The problem:
Once the pictures are set aside, reproduce the entries below exactly.

Information given:
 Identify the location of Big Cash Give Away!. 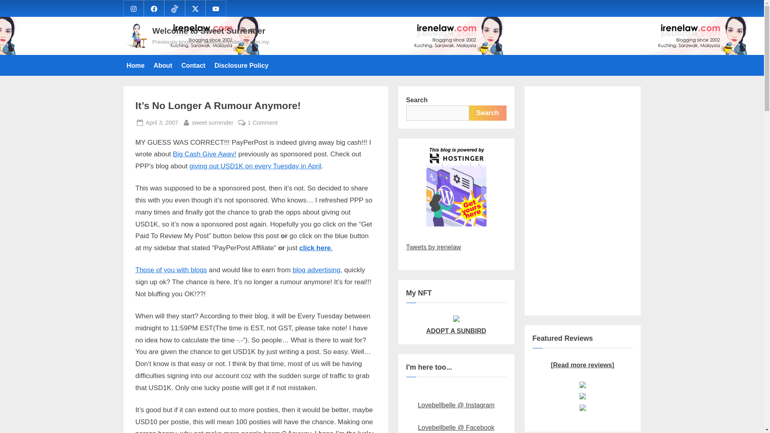
(204, 154).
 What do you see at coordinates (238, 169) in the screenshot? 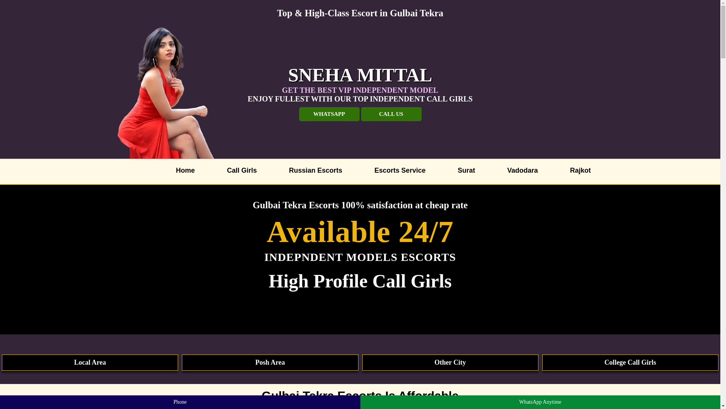
I see `Call Girls` at bounding box center [238, 169].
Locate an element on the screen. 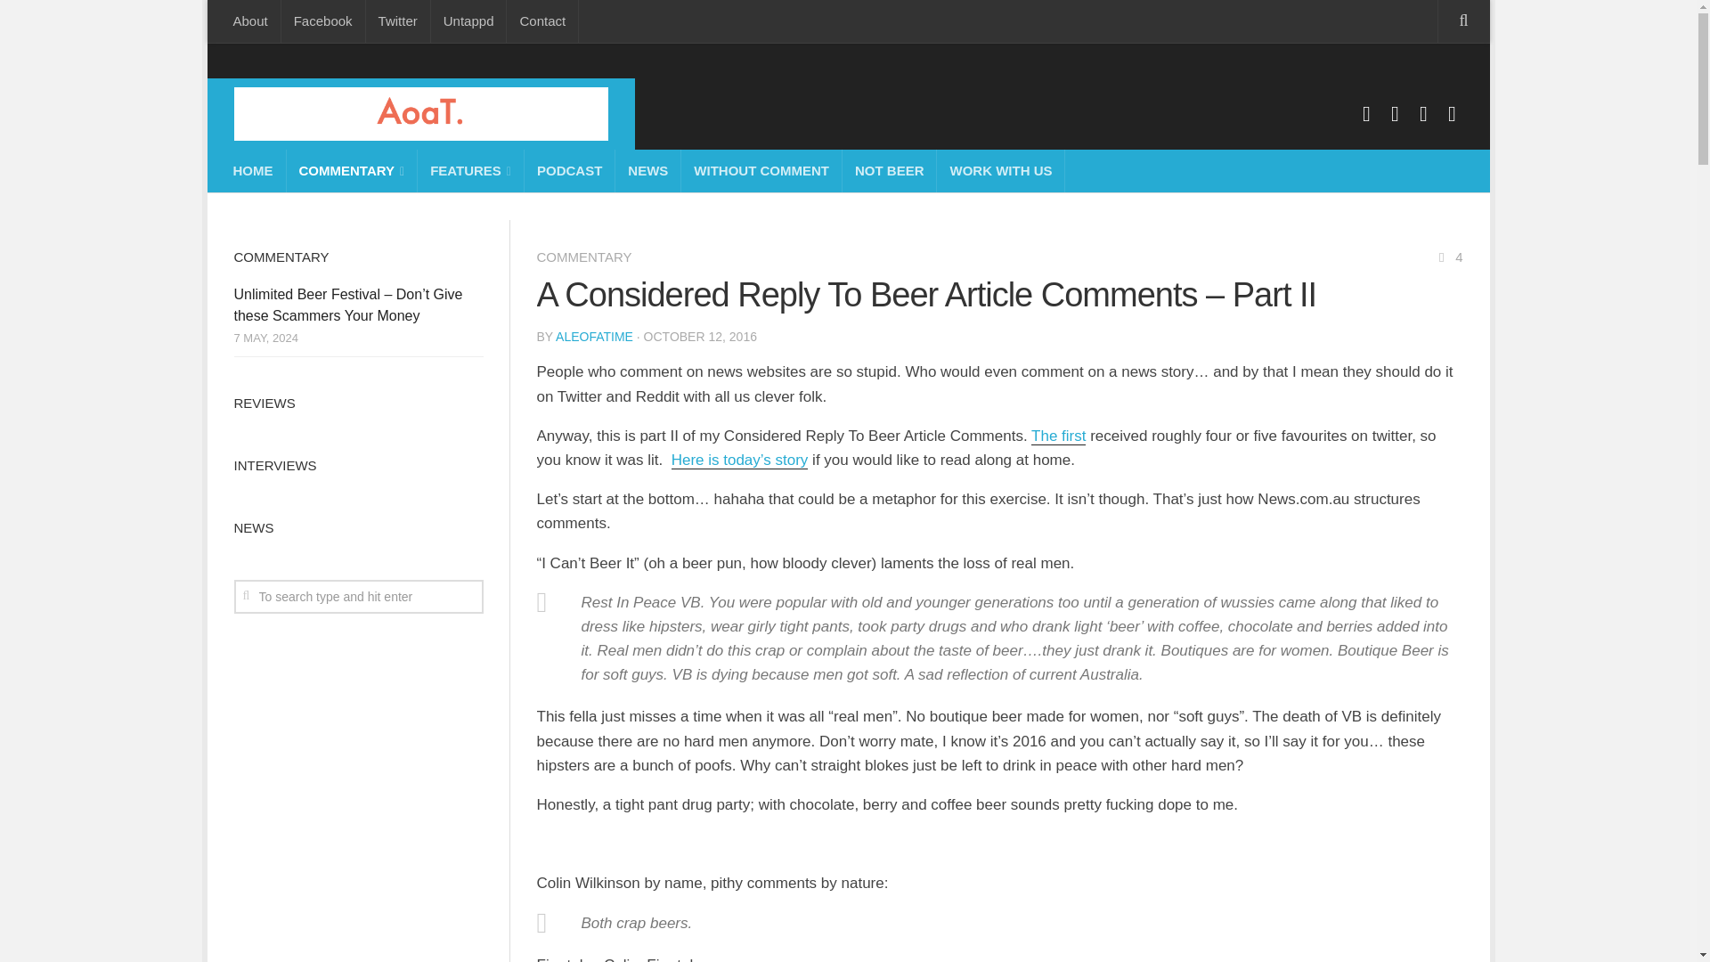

Task solution:
 Identify the location of Big Cash Give Away!. 
(204, 154).
 What do you see at coordinates (238, 169) in the screenshot? 
I see `Call Girls` at bounding box center [238, 169].
Locate an element on the screen. 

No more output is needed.